2. The font changes in the last paragraphs, but grammar is better. Please check every detail before sending it to query.

3. The story has some eye catching items (shaman, ghosts, etc) but I need more about the main character to want to read more. ]

First page:

Your boss Dr. Pak relishes the alliteration of his name and title and you all indulge him by using the Korean title paksa even when speaking English. [Why do you indulge him?] Pak Paksa! Pak Paksa! You all follow him chirping like a flock of baby sparrows. Usually translators would avoid this kind of code-switching lest they dismantle the boundary between languages and get lost during a job. But you enjoy the look of glee on Pak Paksa’s face whenever you emphasize the homophonic syllables.[What exactly is the job ? The setting ? I’m thinking of a teaching hospital with interns following him around ? Is he a medical doctor ?]

Dr. Pak prances around town in polka-dotted socks and a pink tie and somehow everyone finds this delightfully charming. If you dressed like that they would whisper behind your back about parading your homosexuality. [Is the MC gay/homosexual? I don’t quite know for sure from that sentence] Pak Paksa pays for drinks after golf, listens earnestly to everyone else’s marital problems, and greets the church pastor with an obsequious bow. He places his offering just visible enough that everyone notes the thickness of the wad of cash, but quick enough that people will note his humility. When his wife is at Bible study he’ll have a quickie with the H-Mart agassi. [How do I know all this stuff? It’s pretty private and very much beyond a doctor/intern relationship. Also, what is an Agassi?] His doctorate (if he even has one) must be in kinesiology or hotel management from some no-name university. [Okay, so no hospital/medical setting then?] Certainly nothing having to do with language. He’s a terrible translator but a great showman and he provides you with a constant diet of amusement as well as this job that has kept you alive for the last five years. [Please explore motivations more!]

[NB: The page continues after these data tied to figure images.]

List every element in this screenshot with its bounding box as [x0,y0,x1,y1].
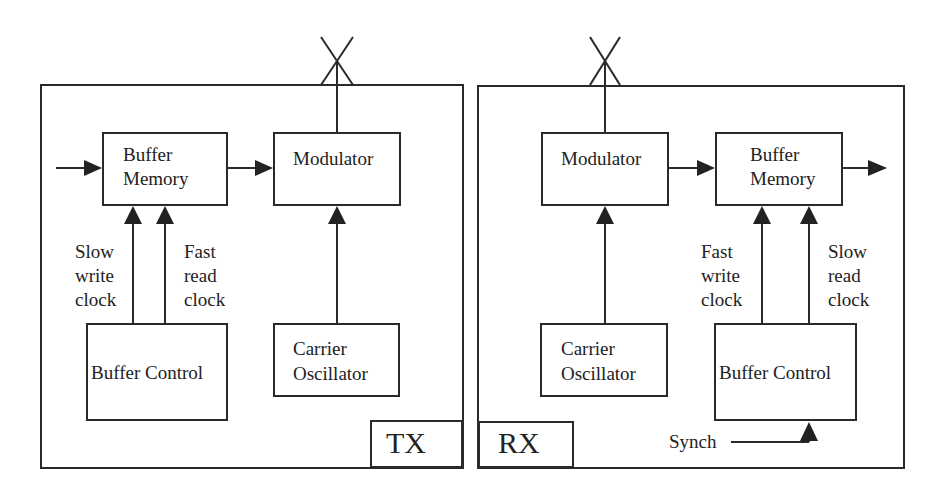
synch-label: Synch [669,430,717,454]
tx-buffer-control-label: Buffer Control [91,361,203,385]
rx-carrier-oscillator-block: Carrier Oscillator [540,323,668,397]
rx-modulator-label: Modulator [561,147,641,171]
tx-label-box: TX [370,420,463,468]
tx-label: TX [386,426,426,460]
tx-buffer-memory-line1: Buffer [123,143,172,167]
rx-modulator-block: Modulator [541,132,669,206]
tx-modulator-label: Modulator [293,147,373,171]
rx-buffer-control-block: Buffer Control [714,323,857,421]
rx-buffer-memory-line2: Memory [750,167,815,191]
rx-label-box: RX [478,421,574,468]
rx-carrier-oscillator-line2: Oscillator [561,362,636,386]
rx-buffer-memory-block: Buffer Memory [715,132,843,206]
tx-buffer-memory-block: Buffer Memory [102,132,228,206]
rx-buffer-memory-line1: Buffer [750,143,799,167]
tx-carrier-oscillator-line2: Oscillator [293,362,368,386]
tx-buffer-control-block: Buffer Control [86,323,228,421]
tx-carrier-oscillator-block: Carrier Oscillator [273,323,400,397]
tx-buffer-memory-line2: Memory [123,167,188,191]
tx-carrier-oscillator-line1: Carrier [293,337,347,361]
rx-buffer-control-label: Buffer Control [719,361,831,385]
rx-carrier-oscillator-line1: Carrier [561,337,615,361]
tx-modulator-block: Modulator [273,132,401,206]
rx-label: RX [498,426,540,460]
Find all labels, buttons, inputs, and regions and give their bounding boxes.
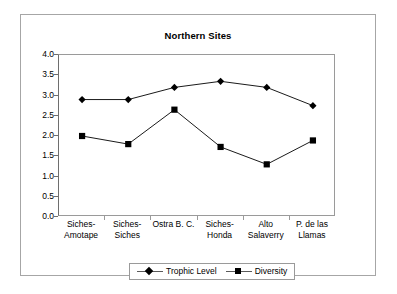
data-point	[217, 78, 224, 85]
legend-marker	[145, 267, 153, 275]
series-trophic-level	[78, 78, 316, 110]
y-tick-label: 1.0	[42, 172, 54, 180]
y-tick-mark	[54, 135, 58, 136]
x-tick-label-line: Alto	[243, 219, 289, 230]
x-tick-mark	[150, 216, 151, 220]
series-line	[82, 110, 313, 165]
y-tick-label: 0.5	[42, 192, 54, 200]
y-tick-mark	[54, 196, 58, 197]
y-tick-label: 3.0	[42, 91, 54, 99]
x-tick-label-line: Amotape	[58, 230, 104, 241]
y-tick-mark	[54, 176, 58, 177]
legend-entry: Trophic Level	[137, 266, 217, 276]
y-tick-label: 0.0	[42, 212, 54, 220]
square-marker-icon	[226, 267, 252, 276]
chart-legend: Trophic LevelDiversity	[129, 263, 295, 280]
y-tick-label: 2.0	[42, 131, 54, 139]
x-tick-label-line: Siches-	[58, 219, 104, 230]
legend-label: Trophic Level	[166, 266, 217, 276]
legend-entry: Diversity	[226, 266, 288, 276]
data-point	[217, 144, 223, 150]
data-point	[78, 96, 85, 103]
data-point	[125, 96, 132, 103]
x-tick-label: P. de lasLlamas	[289, 219, 335, 240]
x-axis: Siches-AmotapeSiches-SichesOstra B. C.Si…	[58, 219, 335, 255]
x-tick-label-line: Honda	[197, 230, 243, 241]
series-layer	[59, 55, 336, 217]
diamond-marker-icon	[137, 267, 163, 276]
x-tick-mark	[197, 216, 198, 220]
x-tick-label-line: Siches-	[104, 219, 150, 230]
data-point	[79, 133, 85, 139]
y-tick-mark	[54, 74, 58, 75]
y-tick-mark	[54, 155, 58, 156]
x-tick-label-line: Salaverry	[243, 230, 289, 241]
data-point	[125, 141, 131, 147]
series-diversity	[79, 107, 316, 168]
series-line	[82, 81, 313, 105]
y-tick-label: 1.5	[42, 151, 54, 159]
plot-inner	[59, 55, 334, 215]
x-tick-label-line: Llamas	[289, 230, 335, 241]
chart-container: Northern Sites 4.03.53.02.52.01.51.00.50…	[20, 14, 376, 276]
chart-title: Northern Sites	[21, 30, 375, 41]
legend-marker	[235, 268, 241, 274]
x-tick-label: AltoSalaverry	[243, 219, 289, 240]
y-axis: 4.03.53.02.52.01.51.00.50.0	[29, 54, 54, 216]
data-point	[263, 84, 270, 91]
y-tick-mark	[54, 54, 58, 55]
x-tick-mark	[243, 216, 244, 220]
x-tick-label: Siches-Honda	[197, 219, 243, 240]
data-point	[264, 161, 270, 167]
x-tick-label-line: P. de las	[289, 219, 335, 230]
data-point	[171, 84, 178, 91]
y-tick-mark	[54, 95, 58, 96]
data-point	[309, 102, 316, 109]
x-tick-label-line: Ostra B. C.	[150, 219, 196, 230]
x-tick-label: Siches-Amotape	[58, 219, 104, 240]
y-tick-label: 2.5	[42, 111, 54, 119]
plot-area	[58, 54, 335, 216]
y-tick-label: 3.5	[42, 70, 54, 78]
legend-label: Diversity	[255, 266, 288, 276]
x-tick-label-line: Siches	[104, 230, 150, 241]
x-tick-mark	[289, 216, 290, 220]
x-tick-label: Siches-Siches	[104, 219, 150, 240]
data-point	[171, 107, 177, 113]
y-tick-mark	[54, 115, 58, 116]
x-tick-label: Ostra B. C.	[150, 219, 196, 230]
data-point	[310, 137, 316, 143]
y-tick-label: 4.0	[42, 50, 54, 58]
x-tick-mark	[104, 216, 105, 220]
x-tick-label-line: Siches-	[197, 219, 243, 230]
y-tick-mark	[54, 216, 58, 217]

Let’s face it: your world is absurd. [it doesn’t seem absurd to me? The MC is putting up with a crazy boss in exchange for a paycheck. A lot of people do that.] You might as well enjoy the entertainment.

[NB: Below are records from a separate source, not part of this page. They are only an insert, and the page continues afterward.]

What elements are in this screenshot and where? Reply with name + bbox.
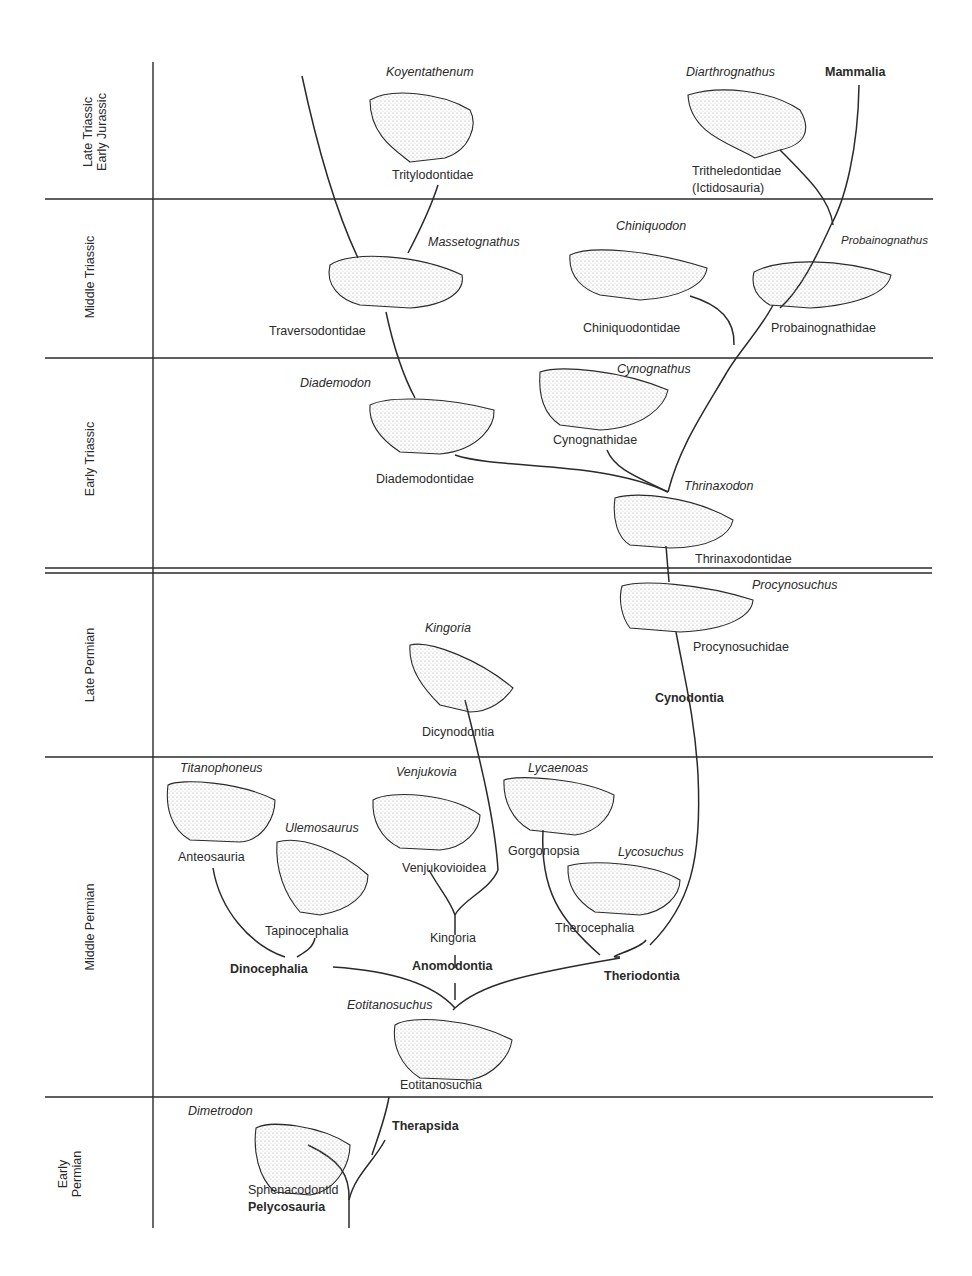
genus-label-koyentathenum: Koyentathenum	[386, 66, 474, 79]
period-label-early-permian: Early Permian	[56, 1134, 84, 1214]
family-label-tritheledontidae: Tritheledontidae	[692, 165, 781, 178]
genus-label-dimetrodon: Dimetrodon	[188, 1105, 253, 1118]
therapsid-phylogeny-diagram: Late Triassic Early Jurassic Middle Tria…	[0, 0, 972, 1276]
family-label-kingoria: Kingoria	[430, 932, 476, 945]
genus-label-eotitanosuchus: Eotitanosuchus	[347, 999, 432, 1012]
period-label-middle-permian: Middle Permian	[83, 867, 97, 987]
genus-label-lycosuchus: Lycosuchus	[618, 846, 684, 859]
clade-label-theriodontia: Theriodontia	[604, 970, 680, 983]
genus-label-venjukovia: Venjukovia	[396, 766, 457, 779]
genus-label-massetognathus: Massetognathus	[428, 236, 520, 249]
genus-label-thrinaxodon: Thrinaxodon	[684, 480, 754, 493]
genus-label-kingoria: Kingoria	[425, 622, 471, 635]
clade-label-pelycosauria: Pelycosauria	[248, 1201, 325, 1214]
family-label-anteosauria: Anteosauria	[178, 851, 245, 864]
family-label-sphenacodontid: Sphenacodontid	[248, 1184, 338, 1197]
family-label-venjukovioidea: Venjukovioidea	[402, 862, 486, 875]
period-label-middle-triassic: Middle Triassic	[83, 217, 97, 337]
genus-label-ulemosaurus: Ulemosaurus	[285, 822, 359, 835]
family-label-ictidosauria: (Ictidosauria)	[692, 182, 764, 195]
genus-label-diarthrognathus: Diarthrognathus	[686, 66, 775, 79]
genus-label-cynognathus: Cynognathus	[617, 363, 691, 376]
period-label-late-permian: Late Permian	[83, 605, 97, 725]
family-label-dicynodontia: Dicynodontia	[422, 726, 494, 739]
family-label-chiniquodontidae: Chiniquodontidae	[583, 322, 680, 335]
family-label-cynognathidae: Cynognathidae	[553, 434, 637, 447]
family-label-procynosuchidae: Procynosuchidae	[693, 641, 789, 654]
genus-label-procynosuchus: Procynosuchus	[752, 579, 837, 592]
family-label-diademodontidae: Diademodontidae	[376, 473, 474, 486]
genus-label-chiniquodon: Chiniquodon	[616, 220, 686, 233]
family-label-thrinaxodontidae: Thrinaxodontidae	[695, 553, 792, 566]
period-label-early-triassic: Early Triassic	[83, 399, 97, 519]
period-label-late-triassic-early-jurassic: Late Triassic Early Jurassic	[81, 72, 109, 192]
genus-label-titanophoneus: Titanophoneus	[180, 762, 263, 775]
family-label-tritylodontidae: Tritylodontidae	[392, 169, 474, 182]
family-label-therocephalia: Therocephalia	[555, 922, 634, 935]
clade-label-cynodontia: Cynodontia	[655, 692, 724, 705]
clade-label-therapsida: Therapsida	[392, 1120, 459, 1133]
clade-label-mammalia: Mammalia	[825, 66, 885, 79]
family-label-traversodontidae: Traversodontidae	[269, 325, 366, 338]
family-label-gorgonopsia: Gorgonopsia	[508, 845, 580, 858]
genus-label-lycaenoas: Lycaenoas	[528, 762, 588, 775]
family-label-tapinocephalia: Tapinocephalia	[265, 925, 348, 938]
family-label-eotitanosuchia: Eotitanosuchia	[400, 1079, 482, 1092]
family-label-probainognathidae: Probainognathidae	[771, 322, 876, 335]
clade-label-anomodontia: Anomodontia	[412, 960, 493, 973]
genus-label-probainognathus: Probainognathus	[841, 235, 928, 247]
genus-label-diademodon: Diademodon	[300, 377, 371, 390]
clade-label-dinocephalia: Dinocephalia	[230, 963, 308, 976]
diagram-lines	[0, 0, 972, 1276]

[1. Pak Paksa is a funny character and I want to read more about him….but he’s also not the main character. Almost every sentence/detail is about a minor character. I don’t really feel like I know the MC at all. I would like to see the first page be about the main character. If I read the back of the book (or your query) and this was the first chapter, I would be very confused.

2. There are quite a few missing commas (introductory adverbs and subordinate clauses especially). Please run it through grammar check. This is especially concerning based on your impressive education listed in the query. I think it is probably more of a case of you writing quickly, but the attention to detail needs to be very high on an initial query.

3. I left in notes about my thought processes as I read through the piece. There are quite a few details in your head that need to be on the paper to help the reader follow the story. Remember the three elements of story: goals, motivation, and conflict. I did not get a single element in this selection. I have no idea what the MC is doing in life, why, or what is standing in his/her/their way.

4. Please don’t think that I didn’t enjoy this. I really liked the description of Pak Paksa I thought it was witty and interesting. The premise of the book sounds fun. Ghosts? A shaman? Koreatown in LA? YES PLEASE.  The second person POV threw me a little bit, but the description of Pak Paksa was well drawn and I would be interested to see an entire book written in this style. Well done.]

Thank you, Sarah, for the critique! We are showcasing three mentor critiques each day leading up to the Pitch Wars 2021 submission window, so make sure to read the other two critiques for today and come back tomorrow for more.